Over the years there have been doubts as to whether the practice of employers docking drivers. But that has been now cleared up.
The clarification came in the third edition of the Compendio de Criterios Jurídicos – Laborales de la Dirección Jurídica del Ministerio de Trabajo – issued by the Legal Department of the Ministry of Labour.
“The payroll deductions arising from cash shortages of bus fare collections are illegal and they do not constitute one of the possibilities offered by our legal system to guarantee the payment of a debt incurred by the employee against his employer,” says the clarification.
The subject has been bouncing around the Committee on Legal Affairs of the Legislative Assembly for months.
Urban buses in Costa Rica, such as the San José – Escazú for example, use electronic bars to count passengers getting on and off the bus, while drivers collect each fare.
Edgardo Araya, member of the legislative committee, said that the docking of wages based on the automatic marking of the electronic bars represents a violation of the constitutional right to wages.

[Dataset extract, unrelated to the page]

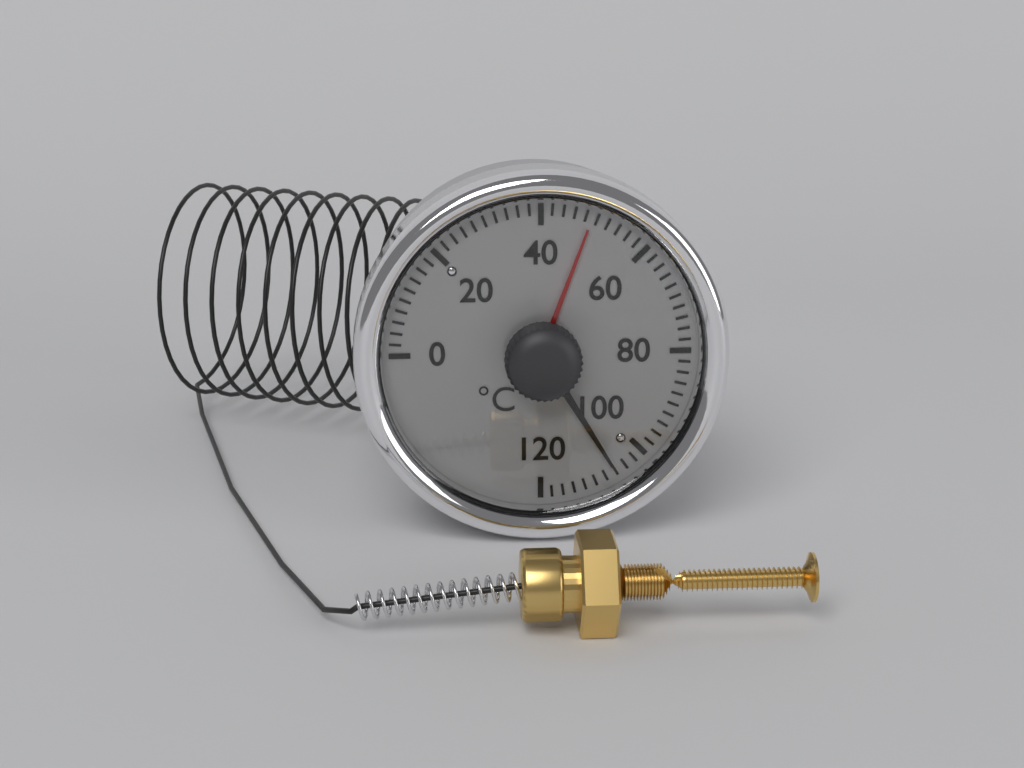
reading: 106 °C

“(…) The worker is made responsible for the economic risks that is inherent in the business,” said Araya.
Araya added that the clarification not only benefits the drivers but also the passengers.
According to the legislator, drivers are under stress of possibly having their wages docked is much more likely to mistreat people who stop in the middle of the bars, mostly the elderly and handicapped. “It is a circle of injustice (…),” said Araya.